With a shaking hand, Sarah Beth drew out her flask from her purse and took a deep gulp. She started to cough, and when I turned to see if she was all right, I spotted what had made her choke. Mr. and Mrs. Heathman were walking toward us, followed by another couple who were walking out of view behind them. Other festivalgoers spread out like chicken feed as they approached.

Ever since Mrs. Heathman had found out that I was expecting, she'd been sending me an ever-growing assortment of Bertha's tonics, along
with her own handwritten notes of advice. I remembered all those little graves in the cemetery, and wondered how she'd been able to face her grief, and if her faithfulness had been what had finally brought her a daughter. I also wondered if she'd given up on Sarah Beth and Willie ever announcing their engagement, and if I'd become a substitute daughter, expecting their first grandchild.

Mr. Heathman tipped his hat to us as his wife, still as slender as a girl and dressed in furs and diamonds, embraced each of us. “Darlings,” she said, leaning close to brush her lips against our cheeks. She smelled of Tabac Blond perfume, powder, and money, her fur coat soft against my face.

“Mother,” Sarah Beth said with surprise. “I thought you and Daddy were in Jackson and were going to miss the festival.”

“We were, but then look who we ran into in the hotel lobby.” She stepped back and I imagined I felt the air begin to pop and sizzle like water hitting a hot fry pan. Oblivious, Mrs. Heathman continued. “He was eager to come see what our famous Harvest Festival was all about.”

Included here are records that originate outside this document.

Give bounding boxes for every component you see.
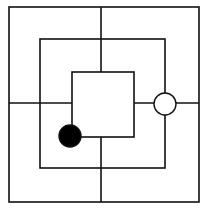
white-piece[interactable] <box>154 93 176 115</box>
game-pieces <box>59 93 176 147</box>
inner-square <box>72 72 134 137</box>
morris-board <box>0 0 211 210</box>
black-piece[interactable] <box>59 125 81 147</box>
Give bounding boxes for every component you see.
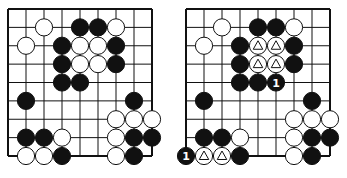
move-number-label: 1 bbox=[182, 150, 190, 163]
black-stone bbox=[231, 147, 248, 164]
white-stone bbox=[285, 147, 302, 164]
black-stone bbox=[71, 74, 88, 91]
black-stone bbox=[35, 129, 52, 146]
black-stone bbox=[143, 129, 160, 146]
white-stone bbox=[195, 147, 212, 164]
move-number-label: 1 bbox=[272, 77, 280, 90]
black-stone bbox=[195, 92, 212, 109]
black-stone bbox=[17, 92, 34, 109]
black-stone bbox=[303, 147, 320, 164]
black-stone bbox=[267, 19, 284, 36]
white-stone bbox=[267, 37, 284, 54]
black-stone bbox=[285, 56, 302, 73]
black-stone bbox=[107, 37, 124, 54]
black-stone: 1 bbox=[177, 147, 194, 164]
white-stone bbox=[249, 37, 266, 54]
black-stone bbox=[285, 37, 302, 54]
white-stone bbox=[35, 147, 52, 164]
white-stone bbox=[107, 129, 124, 146]
white-stone bbox=[285, 111, 302, 128]
white-stone bbox=[89, 56, 106, 73]
black-stone bbox=[303, 129, 320, 146]
white-stone bbox=[125, 111, 142, 128]
white-stone bbox=[17, 147, 34, 164]
white-stone bbox=[107, 111, 124, 128]
go-diagrams: 11 bbox=[0, 0, 347, 178]
white-stone bbox=[285, 19, 302, 36]
white-stone bbox=[213, 19, 230, 36]
black-stone bbox=[321, 129, 338, 146]
black-stone bbox=[71, 19, 88, 36]
white-stone bbox=[249, 56, 266, 73]
black-stone bbox=[195, 129, 212, 146]
black-stone bbox=[231, 37, 248, 54]
black-stone bbox=[125, 92, 142, 109]
black-stone bbox=[303, 92, 320, 109]
white-stone bbox=[71, 37, 88, 54]
white-stone bbox=[195, 37, 212, 54]
white-stone bbox=[107, 147, 124, 164]
black-stone bbox=[231, 74, 248, 91]
white-stone bbox=[303, 111, 320, 128]
go-board-left bbox=[8, 9, 161, 165]
black-stone bbox=[213, 129, 230, 146]
black-stone bbox=[249, 19, 266, 36]
white-stone bbox=[53, 129, 70, 146]
black-stone bbox=[231, 56, 248, 73]
black-stone bbox=[125, 129, 142, 146]
white-stone bbox=[267, 56, 284, 73]
white-stone bbox=[107, 19, 124, 36]
white-stone bbox=[17, 37, 34, 54]
black-stone bbox=[125, 147, 142, 164]
black-stone bbox=[53, 74, 70, 91]
white-stone bbox=[213, 147, 230, 164]
white-stone bbox=[35, 19, 52, 36]
black-stone: 1 bbox=[267, 74, 284, 91]
black-stone bbox=[107, 56, 124, 73]
black-stone bbox=[249, 74, 266, 91]
white-stone bbox=[71, 56, 88, 73]
go-board-right: 11 bbox=[177, 9, 338, 165]
white-stone bbox=[143, 111, 160, 128]
black-stone bbox=[53, 147, 70, 164]
white-stone bbox=[231, 129, 248, 146]
white-stone bbox=[321, 111, 338, 128]
white-stone bbox=[89, 37, 106, 54]
black-stone bbox=[17, 129, 34, 146]
black-stone bbox=[89, 19, 106, 36]
black-stone bbox=[53, 37, 70, 54]
white-stone bbox=[285, 129, 302, 146]
black-stone bbox=[53, 56, 70, 73]
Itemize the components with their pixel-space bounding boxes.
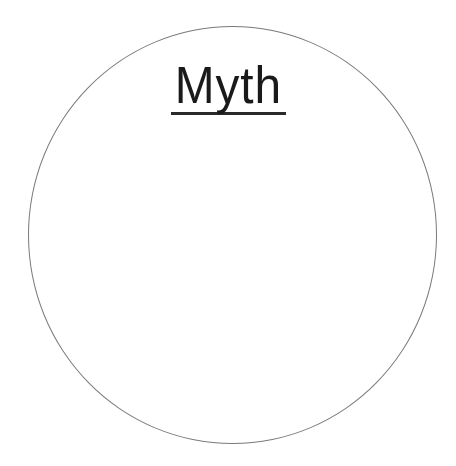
myth-title-text: Myth — [171, 58, 286, 115]
myth-title: Myth — [0, 55, 456, 115]
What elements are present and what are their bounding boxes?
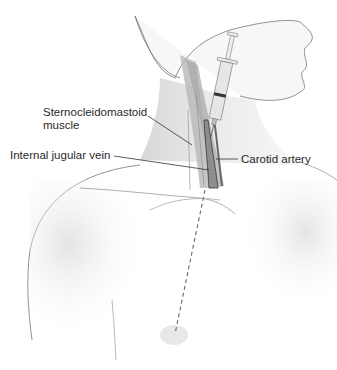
anatomy-illustration: Sternocleidomastoid muscle Internal jugu… (0, 0, 337, 370)
label-internal-jugular-vein: Internal jugular vein (10, 149, 110, 162)
needle-trajectory (175, 190, 205, 334)
label-carotid-artery: Carotid artery (241, 153, 311, 166)
illustration-svg (0, 0, 337, 370)
label-scm-line1: Sternocleidomastoid (43, 106, 147, 119)
label-sternocleidomastoid: Sternocleidomastoid muscle (43, 106, 147, 132)
torso-outline (28, 162, 337, 360)
label-scm-line2: muscle (43, 119, 147, 132)
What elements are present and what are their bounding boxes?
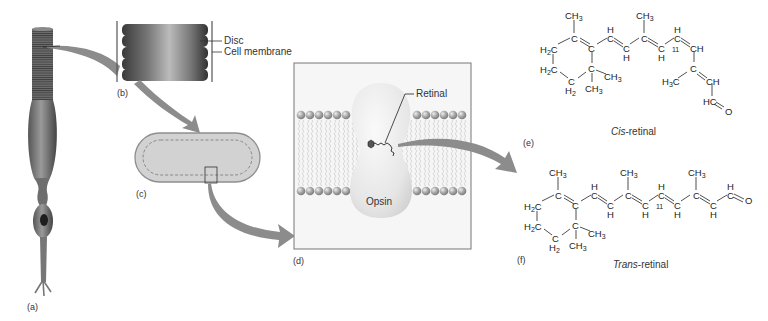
arrow-c-to-d bbox=[208, 183, 295, 248]
panel-label-e: (e) bbox=[523, 138, 534, 148]
opsin-callout: Opsin bbox=[366, 196, 392, 207]
panel-label-b: (b) bbox=[117, 88, 128, 98]
cis-retinal-structure bbox=[553, 20, 724, 109]
arrow-b-to-c bbox=[134, 80, 200, 133]
cell-membrane-callout: Cell membrane bbox=[224, 46, 292, 57]
arrow-a-to-b bbox=[47, 46, 120, 76]
rod-cell bbox=[28, 27, 57, 296]
disc-stack bbox=[117, 21, 222, 82]
panel-label-f: (f) bbox=[517, 255, 526, 265]
trans-retinal-caption: Trans-retinal bbox=[613, 259, 668, 270]
cis-retinal-caption: Cis-retinal bbox=[611, 126, 656, 137]
diagram-graphics bbox=[0, 0, 768, 321]
panel-label-d: (d) bbox=[293, 256, 304, 266]
panel-label-a: (a) bbox=[27, 302, 38, 312]
retinal-callout: Retinal bbox=[416, 88, 447, 99]
single-disc bbox=[135, 133, 260, 183]
disc-callout: Disc bbox=[224, 35, 243, 46]
panel-label-c: (c) bbox=[136, 189, 147, 199]
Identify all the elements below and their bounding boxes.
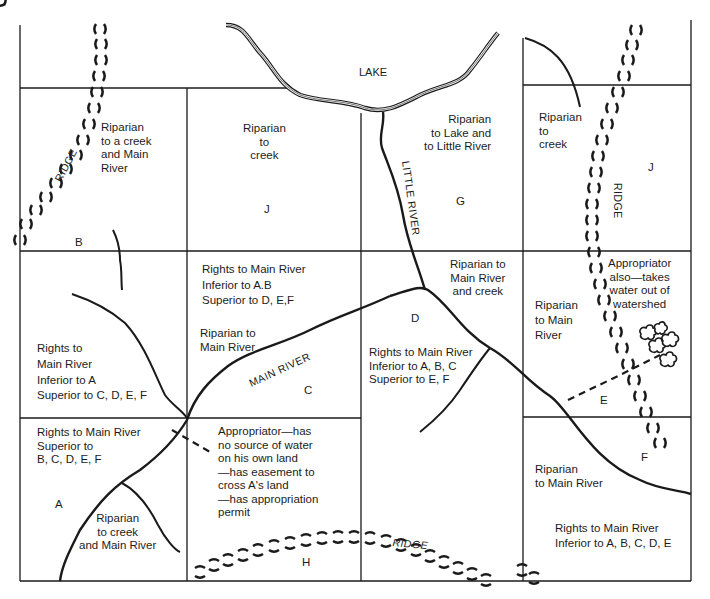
- parcel-h-letter: H: [302, 556, 310, 568]
- parcel-b-subtext: Rights to Main River Inferior to A Super…: [37, 341, 147, 404]
- parcel-f-text: Riparian to Main River: [535, 463, 603, 490]
- parcel-d-letter: D: [411, 312, 419, 324]
- parcel-b-text: Riparian to a creek and Main River: [101, 121, 152, 175]
- parcel-g-text: Riparian to Lake and to Little River: [424, 113, 491, 154]
- parcel-a-letter: A: [55, 498, 63, 510]
- parcel-a-subtext: Riparian to creek and Main River: [79, 512, 156, 553]
- parcel-e-text: Riparian to Main River: [535, 298, 578, 343]
- parcel-c-subtext: Riparian to Main River: [200, 327, 256, 354]
- parcel-b-letter: B: [75, 236, 83, 248]
- parcel-i-letter: J: [264, 203, 270, 215]
- tree-cluster-icon: [640, 322, 679, 367]
- creek-j: [525, 38, 580, 107]
- parcel-e-letter: E: [600, 394, 608, 406]
- parcel-e-subtext: Appropriator also—takes water out of wat…: [608, 257, 671, 311]
- ridge-right-label: RIDGE: [612, 183, 624, 219]
- water-rights-map: [0, 0, 710, 599]
- parcel-a-text: Rights to Main River Superior to B, C, D…: [37, 426, 141, 467]
- parcel-j-letter: J: [648, 161, 654, 173]
- little-river: [381, 112, 425, 290]
- parcel-i-text: Riparian to creek: [243, 122, 286, 163]
- parcel-h-text: Appropriator—has no source of water on h…: [218, 425, 318, 520]
- parcel-c-text: Rights to Main River Inferior to A.B Sup…: [202, 262, 306, 309]
- parcel-c-letter: C: [304, 384, 312, 396]
- parcel-g-letter: G: [456, 195, 465, 207]
- parcel-d-text: Riparian to Main River and creek: [450, 258, 506, 299]
- ridge-left: [0, 0, 107, 245]
- lake-label: LAKE: [359, 66, 387, 78]
- parcel-d-subtext: Rights to Main River Inferior to A, B, C…: [369, 346, 473, 387]
- pipeline-h: [172, 430, 210, 452]
- parcel-f-letter: F: [641, 451, 648, 463]
- ridge-right: [587, 25, 666, 448]
- parcel-f-subtext: Rights to Main River Inferior to A, B, C…: [555, 521, 671, 551]
- creek-b: [113, 230, 122, 290]
- parcel-j-text: Riparian to creek: [539, 111, 582, 152]
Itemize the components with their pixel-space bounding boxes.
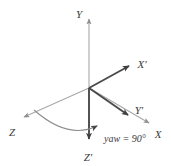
rotated-frame-axes xyxy=(89,66,129,139)
yaw-arc-path xyxy=(34,110,97,130)
y-prime-axis-label: Y' xyxy=(135,104,144,116)
y-axis-label: Y xyxy=(76,8,84,20)
x-prime-axis-label: X' xyxy=(136,58,147,70)
yaw-annotation-label: yaw = 90° xyxy=(103,133,146,144)
coordinate-frame-diagram: Y X Z X' Y' Z' yaw = 90° xyxy=(0,0,171,166)
x-axis-label: X xyxy=(154,128,163,140)
z-prime-axis-label: Z' xyxy=(84,151,93,163)
z-axis-line xyxy=(24,88,89,117)
x-prime-axis-line xyxy=(89,66,129,88)
figure-canvas: Y X Z X' Y' Z' yaw = 90° xyxy=(0,0,171,166)
fixed-frame-axes xyxy=(24,19,149,123)
yaw-arc-group xyxy=(34,110,97,130)
z-axis-label: Z xyxy=(9,126,16,138)
y-prime-axis-line xyxy=(89,88,128,115)
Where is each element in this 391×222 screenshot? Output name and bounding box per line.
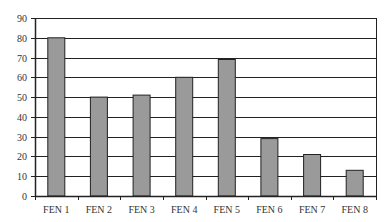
- gridlines: [35, 19, 376, 177]
- y-tick-label: 60: [17, 72, 27, 83]
- y-tick-label: 30: [17, 132, 27, 143]
- y-tick-label: 40: [17, 112, 27, 123]
- bar: [90, 97, 107, 196]
- bar: [346, 170, 363, 196]
- y-tick-label: 80: [17, 33, 27, 44]
- bar: [261, 139, 278, 196]
- x-tick-label: FEN 7: [299, 204, 325, 215]
- y-tick-label: 90: [17, 13, 27, 24]
- x-tick-label: FEN 6: [256, 204, 282, 215]
- bar-chart: 0102030405060708090 FEN 1FEN 2FEN 3FEN 4…: [0, 0, 391, 222]
- bar: [304, 155, 321, 197]
- x-tick-label: FEN 3: [128, 204, 154, 215]
- y-tick-label: 20: [17, 151, 27, 162]
- bar: [133, 95, 150, 196]
- x-tick-label: FEN 1: [43, 204, 69, 215]
- y-tick-label: 50: [17, 92, 27, 103]
- bar: [48, 38, 65, 196]
- bar: [176, 77, 193, 196]
- x-tick-label: FEN 2: [86, 204, 112, 215]
- axes: [31, 18, 377, 200]
- x-tick-label: FEN 5: [214, 204, 240, 215]
- x-tick-label: FEN 4: [171, 204, 197, 215]
- x-tick-label: FEN 8: [341, 204, 367, 215]
- x-axis-tick-labels: FEN 1FEN 2FEN 3FEN 4FEN 5FEN 6FEN 7FEN 8: [43, 204, 368, 215]
- y-tick-label: 70: [17, 53, 27, 64]
- y-tick-label: 10: [17, 171, 27, 182]
- bars: [48, 38, 363, 196]
- bar: [218, 60, 235, 197]
- y-axis-tick-labels: 0102030405060708090: [17, 13, 27, 202]
- y-tick-label: 0: [22, 191, 27, 202]
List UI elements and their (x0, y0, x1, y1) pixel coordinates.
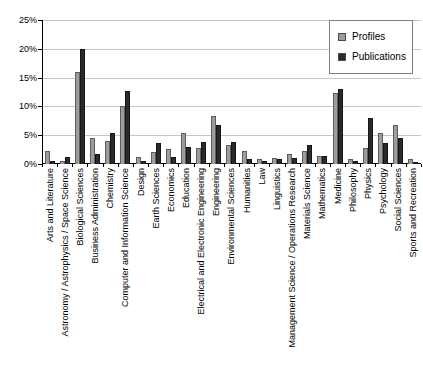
x-category-label: Sports and Recreation (408, 168, 419, 258)
x-category-label: Linguistics (271, 168, 282, 210)
x-tick-mark (300, 164, 301, 167)
x-tick-mark (72, 164, 73, 167)
x-tick-mark (163, 164, 164, 167)
x-category-label: Psychology (378, 168, 389, 214)
x-category-label: Engineering (211, 168, 222, 216)
bar-publications (413, 162, 418, 164)
x-tick-mark (118, 164, 119, 167)
legend: Profiles Publications (329, 20, 413, 74)
y-tick-label: 20% (5, 44, 37, 54)
x-category-label: Astronomy / Astrophysics / Space Science (59, 168, 70, 337)
bar-pair (105, 133, 115, 164)
category-slot: Earth Sciences (148, 20, 163, 164)
bar-pair (287, 154, 297, 164)
bar-pair (60, 157, 70, 164)
bar-pair (151, 143, 161, 164)
x-category-label: Economics (165, 168, 176, 212)
x-tick-mark (133, 164, 134, 167)
x-tick-mark (406, 164, 407, 167)
x-tick-mark (315, 164, 316, 167)
bar-publications (141, 161, 146, 164)
x-category-label: Physics (362, 168, 373, 199)
profiles-swatch-icon (338, 33, 346, 41)
x-tick-mark (330, 164, 331, 167)
x-tick-mark (87, 164, 88, 167)
category-slot: Management Science / Operations Research (285, 20, 300, 164)
x-tick-mark (421, 164, 422, 167)
bar-pair (90, 138, 100, 164)
category-slot: Electrical and Electronic Engineering (194, 20, 209, 164)
x-tick-mark (269, 164, 270, 167)
x-tick-mark (224, 164, 225, 167)
bar-pair (363, 118, 373, 164)
category-slot: Materials Science (300, 20, 315, 164)
bar-pair (408, 159, 418, 164)
x-category-label: Chemistry (105, 168, 116, 209)
x-tick-mark (391, 164, 392, 167)
bar-publications (201, 142, 206, 164)
bar-publications (125, 91, 130, 164)
x-category-label: Medicine (332, 168, 343, 204)
x-category-label: Management Science / Operations Research (287, 168, 298, 348)
y-tick-label: 0% (5, 159, 37, 169)
bar-publications (322, 156, 327, 164)
bar-pair (75, 49, 85, 164)
category-slot: Chemistry (103, 20, 118, 164)
legend-item-publications: Publications (338, 51, 406, 62)
x-category-label: Law (256, 168, 267, 185)
y-tick-label: 25% (5, 15, 37, 25)
bar-pair (211, 116, 221, 164)
category-slot: Engineering (209, 20, 224, 164)
bar-pair (378, 133, 388, 164)
x-category-label: Mathematics (317, 168, 328, 219)
bar-pair (393, 125, 403, 164)
bar-publications (156, 143, 161, 164)
bar-publications (307, 145, 312, 164)
x-category-label: Arts and Literature (44, 168, 55, 242)
bar-publications (231, 142, 236, 164)
bar-publications (353, 161, 358, 164)
category-slot: Linguistics (269, 20, 284, 164)
category-slot: Humanities (239, 20, 254, 164)
legend-label: Profiles (352, 31, 385, 42)
bar-publications (292, 158, 297, 164)
bar-publications (50, 161, 55, 164)
bar-publications (216, 125, 221, 164)
bar-pair (333, 89, 343, 164)
category-slot: Biological Sciences (72, 20, 87, 164)
legend-item-profiles: Profiles (338, 31, 406, 42)
category-slot: Economics (163, 20, 178, 164)
x-tick-mark (209, 164, 210, 167)
x-category-label: Electrical and Electronic Engineering (196, 168, 207, 315)
y-tick-label: 15% (5, 73, 37, 83)
x-tick-mark (345, 164, 346, 167)
x-tick-mark (194, 164, 195, 167)
bar-pair (348, 159, 358, 164)
x-tick-mark (148, 164, 149, 167)
category-slot: Environmental Sciences (224, 20, 239, 164)
x-tick-mark (103, 164, 104, 167)
bar-publications (110, 133, 115, 164)
x-tick-mark (178, 164, 179, 167)
bar-pair (136, 157, 146, 164)
bar-publications (383, 143, 388, 164)
bar-publications (95, 154, 100, 164)
bar-pair (317, 156, 327, 164)
x-category-label: Biological Sciences (74, 168, 85, 246)
bar-pair (272, 158, 282, 164)
publications-swatch-icon (338, 53, 346, 61)
bar-pair (196, 142, 206, 164)
x-category-label: Education (180, 168, 191, 208)
bar-chart: 0%5%10%15%20%25% Arts and LiteratureAstr… (0, 0, 423, 368)
legend-label: Publications (352, 51, 406, 62)
y-tick-label: 10% (5, 101, 37, 111)
category-slot: Design (133, 20, 148, 164)
category-slot: Arts and Literature (42, 20, 57, 164)
category-slot: Astronomy / Astrophysics / Space Science (57, 20, 72, 164)
bar-pair (120, 91, 130, 164)
x-category-label: Computer and Information Science (120, 168, 131, 307)
x-tick-mark (42, 164, 43, 167)
x-tick-mark (285, 164, 286, 167)
bar-pair (181, 133, 191, 164)
bar-publications (186, 147, 191, 164)
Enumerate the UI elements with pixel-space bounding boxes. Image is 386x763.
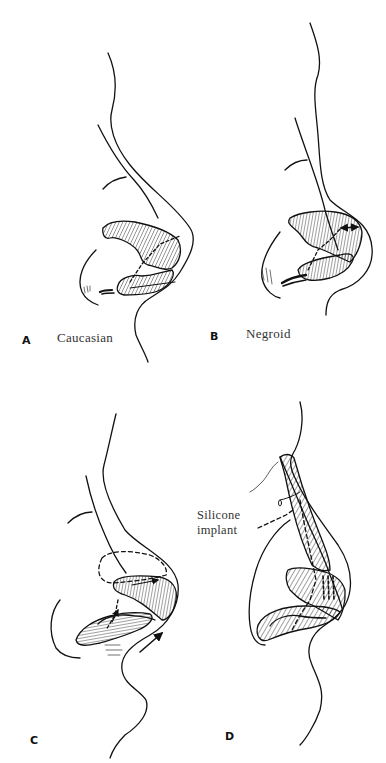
panel-a-drawing [80,53,193,362]
annotation-line-2: implant [197,523,240,538]
panel-a-caption: Caucasian [57,330,113,346]
panel-c-letter: C [30,734,38,747]
panel-d-letter: D [225,730,234,743]
silicone-implant-annotation: Silicone implant [197,508,240,538]
panel-c-drawing [51,414,178,758]
panel-a-letter: A [22,334,31,347]
panel-b-caption: Negroid [246,326,291,342]
annotation-line-1: Silicone [197,508,240,523]
panel-b-letter: B [210,330,218,343]
panel-d-drawing [249,402,350,745]
nasal-anatomy-figure: A Caucasian B Negroid C D Silicone impla… [0,0,386,763]
panel-b-drawing [262,23,372,315]
figure-drawings [0,0,386,763]
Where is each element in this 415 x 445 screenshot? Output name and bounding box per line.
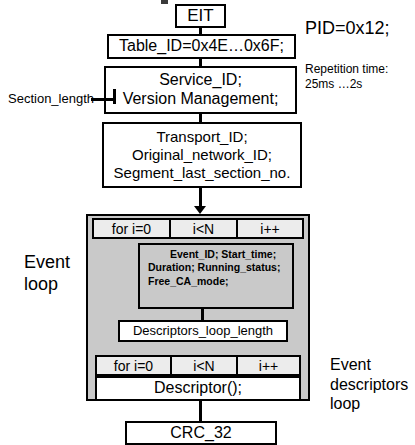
node-transport-id: Transport_ID; Original_network_ID; Segme… [102, 122, 302, 188]
annotation-event-descriptors-loop-line-2: descriptors [330, 375, 408, 395]
for-loop-header-event: for i=0 i<N i++ [92, 218, 304, 239]
for-loop-descriptor-cond: i<N [172, 357, 238, 374]
annotation-pid-label: PID=0x12; [305, 18, 390, 38]
annotation-pid: PID=0x12; [305, 18, 390, 40]
for-loop-event-init: for i=0 [94, 220, 171, 237]
for-loop-descriptor-incr: i++ [238, 357, 299, 374]
node-transport-id-line-1: Transport_ID; [156, 128, 247, 146]
eit-structure-diagram: EIT Table_ID=0x4E…0x6F; Service_ID; Vers… [0, 0, 415, 445]
annotation-event-loop-line-2: loop [24, 274, 70, 296]
node-transport-id-line-2: Original_network_ID; [132, 146, 272, 164]
annotation-repetition-time-line-2: 25ms …2s [305, 77, 388, 92]
node-service-id: Service_ID; Version Management; [104, 66, 297, 114]
node-descriptors-loop-length: Descriptors_loop_length [118, 320, 288, 342]
node-descriptor-label: Descriptor(); [154, 379, 242, 398]
annotation-event-descriptors-loop: Event descriptors loop [330, 355, 408, 414]
node-descriptor: Descriptor(); [95, 376, 301, 401]
node-event-fields-line-3: Duration; [148, 261, 195, 273]
node-service-id-line-1: Service_ID; [159, 71, 242, 90]
for-loop-header-descriptor: for i=0 i<N i++ [95, 355, 301, 376]
node-event-fields-line-4: Running_status; [198, 261, 281, 273]
node-event-fields: Event_ID; Start_time; Duration; Running_… [138, 243, 294, 309]
for-loop-event-incr: i++ [238, 220, 302, 237]
node-crc-32: CRC_32 [125, 421, 277, 445]
for-loop-descriptor-init: for i=0 [97, 357, 172, 374]
annotation-repetition-time-line-1: Repetition time: [305, 62, 388, 77]
node-event-fields-line-5: Free_CA_mode; [148, 275, 229, 287]
for-loop-event-cond: i<N [171, 220, 238, 237]
annotation-repetition-time: Repetition time: 25ms …2s [305, 62, 388, 91]
node-descriptors-loop-length-label: Descriptors_loop_length [133, 323, 273, 338]
annotation-event-descriptors-loop-line-1: Event [330, 355, 408, 375]
node-eit: EIT [175, 4, 226, 28]
node-table-id-label: Table_ID=0x4E…0x6F; [119, 37, 284, 56]
node-event-fields-line-2: Start_time; [221, 248, 276, 260]
annotation-event-loop-line-1: Event [24, 252, 70, 274]
annotation-event-loop: Event loop [24, 252, 70, 296]
node-crc-32-label: CRC_32 [170, 424, 231, 443]
node-table-id: Table_ID=0x4E…0x6F; [107, 34, 296, 59]
arrowhead-eventloop [194, 206, 206, 214]
node-event-fields-line-1: Event_ID; [148, 248, 218, 260]
node-transport-id-line-3: Segment_last_section_no. [114, 164, 291, 182]
leader-line-section-length-stub [113, 89, 116, 104]
node-eit-label: EIT [187, 6, 213, 26]
connector-eventloop-crc [199, 400, 202, 422]
annotation-section-length-label: Section_length [8, 91, 94, 106]
clipped-text-artifact [161, 0, 168, 4]
annotation-event-descriptors-loop-line-3: loop [330, 394, 408, 414]
leader-line-section-length [91, 98, 115, 101]
annotation-section-length: Section_length [8, 91, 94, 107]
node-service-id-line-2: Version Management; [123, 90, 279, 109]
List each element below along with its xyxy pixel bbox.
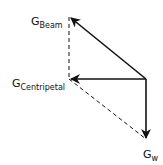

Angelo Berlini, dressed immaculately as always in a dark striped suit and a crisp white shirt, a cashmere coat tossed elegantly over his shoulders, stepped forward. “What an unexpected pleasure,” he said, taking my gloved hand and kissing it. I hadn't seen him since my wedding, but I knew through John that he remained on the outskirts of our lives. “You are lovelier than ever, Mrs. Richmond. Married life suits you.”

I thanked him, then stepped back, wondering why he'd chosen me to greet first.

Mrs. Heathman continued with the introductions. “You already know our daughter, Sarah Beth, of course, and this is her college hall mate, Larissa Belmont, of the Baton Rouge Belmonts.”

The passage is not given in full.